Dáil debates

Thursday, 7 April 2022

Sick Leave Bill 2022: Second Stage

 

4:15 pm

Photo of Richard BrutonRichard Bruton (Dublin Bay North, Fine Gael) | Oireachtas source

I welcome the Bill. The response from some in the Opposition to what we are achieving here is less than fair. Almost 1 million workers in Ireland are without either a sick pay or pension scheme, and this year we will move to remedy in our legislative code both those elements. One thing we have learnt from Covid is how many very important and strategic workers are in precarious positions. Some of that precariousness comes from their exposure in having no pension scheme other than social welfare and no sick pay scheme within their workplace. It is welcome not only that we have moved to respond to the remote working issue, which has become so clear during Covid, but also that we are moving in this area too. If I may be so bold as to say so, training is the next frontier. We need to start to develop statutory rights to training and the opportunity for personal development for people within our code. That is very underdeveloped in Ireland, and it is important and right that people in an environment in which change so frequently occurs have that.

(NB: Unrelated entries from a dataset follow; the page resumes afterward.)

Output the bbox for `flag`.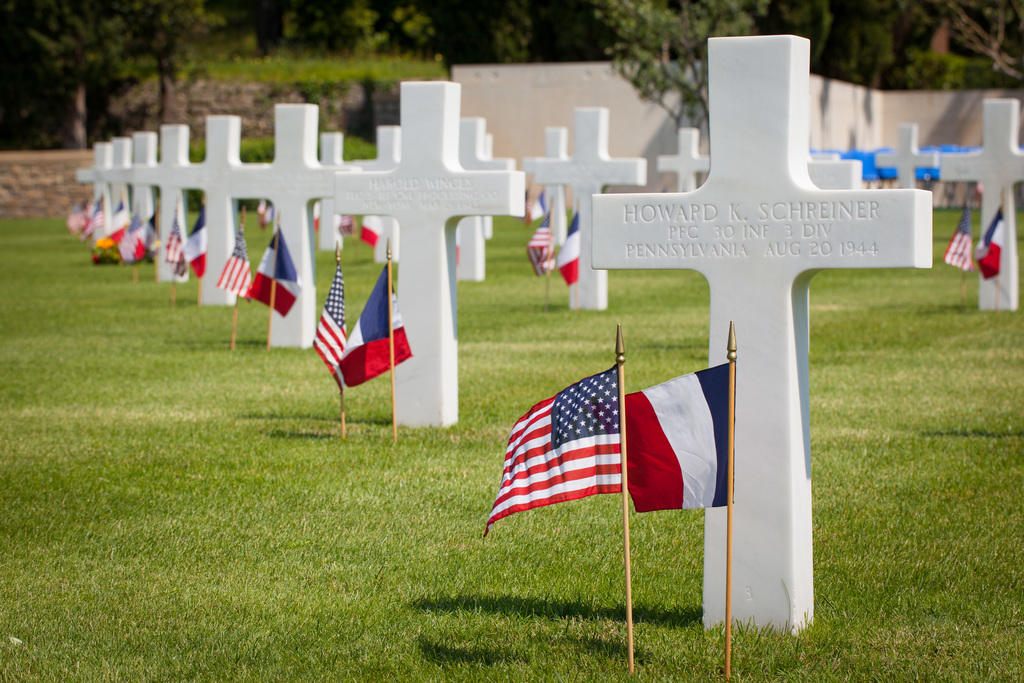
[left=975, top=215, right=1007, bottom=284].
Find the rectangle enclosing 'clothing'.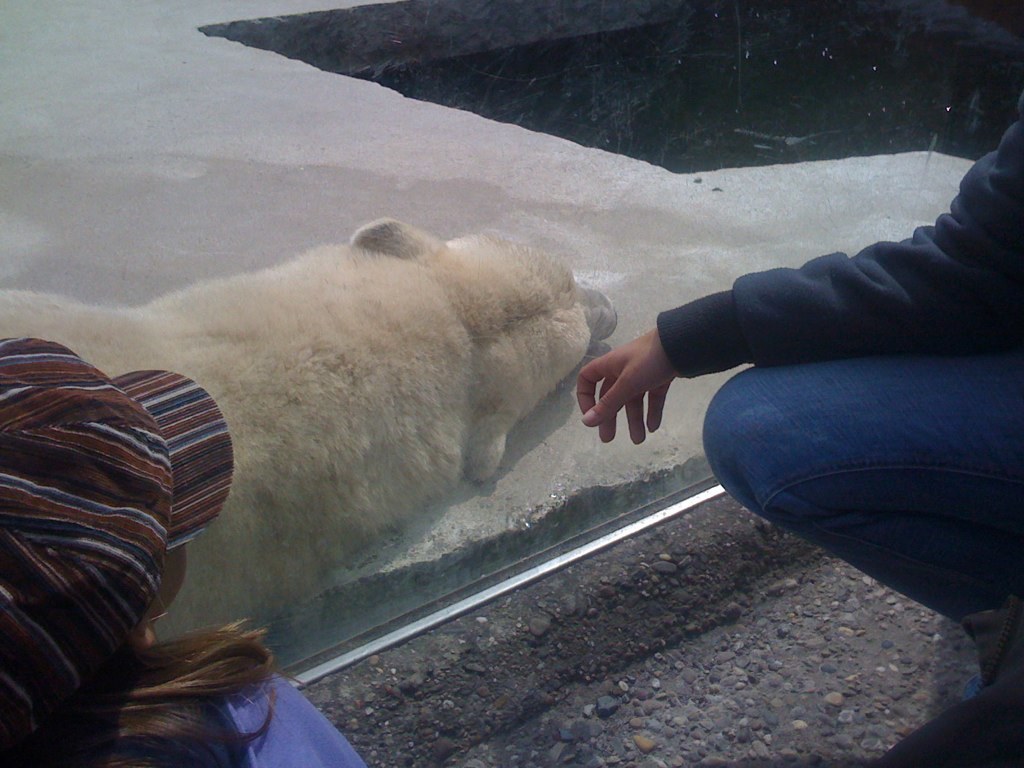
{"x1": 0, "y1": 334, "x2": 372, "y2": 767}.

At the committee, we grappled with some of these issues. I see Deputy Paul Murphy is here. One might say that we do not often agree on things, but one thing on which we did agree - I do not think it is reflected in either of the recommendations, which I thought it would be, and it is still in the Bill - is the requirement of 13 weeks' continuous employment before becoming eligible. If people fall ill on the first, second or third day of their employment, they should be covered for sick pay. They are not less entitled to be covered for sick pay and to get the opportunity to see a medical consultant if they need one because they have been only 13 weeks in their employment. I do not really understand that. Like Deputy Paul Murphy, I feel that people do not take on jobs to head off on some spurious illness claim, especially not when medical certification is required.

The committee also grappled with the fact that getting medical certification in Ireland is not free. At the same time, most of us - probably all of us - recognised that, in the final analysis, an employer must be able to see verification that the sick leave claim is valid. We struggled with that. We produced a consensus of words but we recognise that there is a difficulty there. We need to see codes of good practice developed by employers that would recognise some level of flexibility in the way in which people would be certified. At the end of the day, however, there has to be certification. I think that is recognised.

We also grappled with the issue of small employers that have to substitute people when they go out ill. There is no doubt but that there is a difference between a large organisation that finds it easy to substitute people and a very small one-person or two-person operation where if one staff member is gone, the employer has to find a substitute. However, it is difficult to see, other than in the inability-to-pay clause, how that could be responded to. The convenience stores have written to Deputies talking about the need for an offset. There is an offset in the tax code in that there is a tax allowability for the additional pay that would be there. Again, however, I do not think the committee was able to come up with a solution other than what is here.

The criticism is that this scheme is very ungenerous. It is worth saying that the 70% rate is pretty much at the midpoint, if not on the upper end, of what happens in the rest of Europe. Yes, there are countries that have 100% cover and they have very long traditions of very high employee obligations that have been there for years. However, as for developing a new obligation on employers to pay, this is a very important step forward and the phasing is appropriate. Employers also are coming out of a very difficult pandemic and many of them are struggling, but we cannot afford to ignore that cover for sickness is one of the things that has to be in place. Pandemics have exposed that particularly but, even without a pandemic, it is right to have such cover in place.

I welcome what is being done with this Bill.

While the case has been that medical certification should be dropped, I think it has to be there as a longstop. There has to be the right for an employer to see that there is certification. It is not something that would always be used, and I would hope employers would be able to proceed on a trust basis. However, in my view, it has to be there.

I do not think the 13 weeks requirement is something that ought to there. I do not think it is justified element of this Bill. I hope that can be examined in the course of the debate. To be fair, in the committee, I think everyone tried to find the middle ground at pre-legislative scrutiny. While we might have come with different perspectives, we managed to get something that highlights some of our concerns. It is not in the report I got on the website, but I think Deputy Paul Murphy will confirm that there was consensus at the committee that the 13 weeks was not a good element to have in the Bill.